EXCERPT – Food Fraud Prevention Textbook – Early Warning Systems

Attached is an excerpt from my 2019 Food Fraud Prevention textbook that reviews early warning systems compared to just rapid detection of an incident. COVID-19 created even more system weakness due to massive and novel supply chain disruptions. Waiting for an incident to occur, and rapidly responding, is important but it is not proactive and it is not prevention. With a true early warning system, a single event could be used to react to root causes and not only incidents.

 Link to the book publisher: https://www.springer.com/us/book/9781493996193?utm_medium=affiliate&utm_source=commission_junction_authors&utm_campaign=3_nsn6445_deeplink_PID9101220&utm_content=deeplink

The best food fraud prevention systems identify the system weaknesses (e.g., melamine was used to deceive protein quality level assessments) as they are occurring, not only after incidents are found in the marketplace (e.g., responding to illnesses and deaths). The best early warning systems gather data and information from a wide range of sources. The most efficient system combines many risk assessments into one monitoring and response system (e.g., using the three GFSI required assessments of HACCP for food safety, TACCP for food defense, and VACCP for food fraud).

Excerpt from Food Fraud Prevention textbook (Spink, 2019):

An Early Warning System as Prevention for Melamine Fraud? …or Rapid Detection of an Illness?

After the original melamine food fraud incident in milk powder and then in pet food, there was a sense that the food safety system “worked” and was proactive. These were “intervention” and “response,” not “prevention.” After thinking about this, the trigger for the “Early Warning System” to look for melamine was the illness and death. So, there was a rapid alert that there was a problem, which was an early warning of a food safety incident, not a warning of a new vulnerability that rose to the level of now being a hazard that requires a preventive control.

To be fair to the food safety legacy systems, it is essential to define the scope and fit for purpose of the “Early Warning System.” Many systems were implemented to detect a chemical contaminant or pathogen that naturally occurs in the product. These systems were not originally designed or intended to monitor other activities such as food fraud or food defense attacks. The great opportunity is that an Early Warning System tracking and response system is already in place and functioning. There is an efficiency in integrating food fraud prevention activities into the current functional system.

An Early Warning System is critical to the rapid detection of all health hazard or fraudulent activity. To be efficient, a Food Fraud Prevention Strategy should inform the Early Warning System to know what to look for. Moreover, to actually lead to prevention of the fraud act, the fraudsters must know the prevention system is in place. Fraudsters just need to know that the supply chain monitoring is in place for “melamine”—and whatever else might be a concern—to dissuade the fraudulent act.

In Fig. 3.4, there are separate determinations or thresholds of “unacceptable risks” for food quality, food safety, food fraud, and food defense. If a single threshold and general response were defined—such as a reported illness in a government product recall alert—the model would be an “ill-fitting tool.” For example, the US FDA CARVER+Shock food defense assessment system has a factor that prioritizes the “shock” of an incident. While addressing package tampering is critical, based on this assessment system, the 1986 Tylenol tampering incident that changed the entire US packaging laws would not have been prioritized. The “shock” would have been a low rank of 1 or 2 out of 10 points on the CARVER+Shock scale, and thus other higher-ranking threats would have been clearly prioritized. Even after the incident occurred, the statistics and data on the Tylenol incident would still be prioritized in the CARVER+Shock scale as very low.

With this organizational structure in the figure, the food safety Early Warning System methods and procedures can be utilized to address multiple types of risks. The food safety Early Warning System then broadens to really becoming a food quality vulnerability Early Warning System.


Figure 3.4: Contaminant Early Warning System Structure of Multiple Types of Risks and Implementation in a Quality Control System

The most crucial insight from the excerpt is that using one early warning system is the most efficient and optimal response… BUT ONLY if it includes fit-for-purpose risk assessments. For example, using a food safety risk assessment to judge a food defense risk will not correctly identify intolerable risks. If you consider all the needs, then you can create an optimal EWS.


> [Task statement]
The response should contain every entry, reproduced exactly.

(Stored data)
○ ○ ○
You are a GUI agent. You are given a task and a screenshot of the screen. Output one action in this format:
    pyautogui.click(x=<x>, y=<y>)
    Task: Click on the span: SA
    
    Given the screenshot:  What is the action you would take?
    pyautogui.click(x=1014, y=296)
○ ○ ○
> [Task solution]
You are a GUI agent. You are given a task and a screenshot of the screen. Output one action in this format:
    pyautogui.click(x=<x>, y=<y>)
    Task: Click on the span: SA
    
    Given the screenshot:  What is the action you would take?
    pyautogui.click(x=1014, y=296)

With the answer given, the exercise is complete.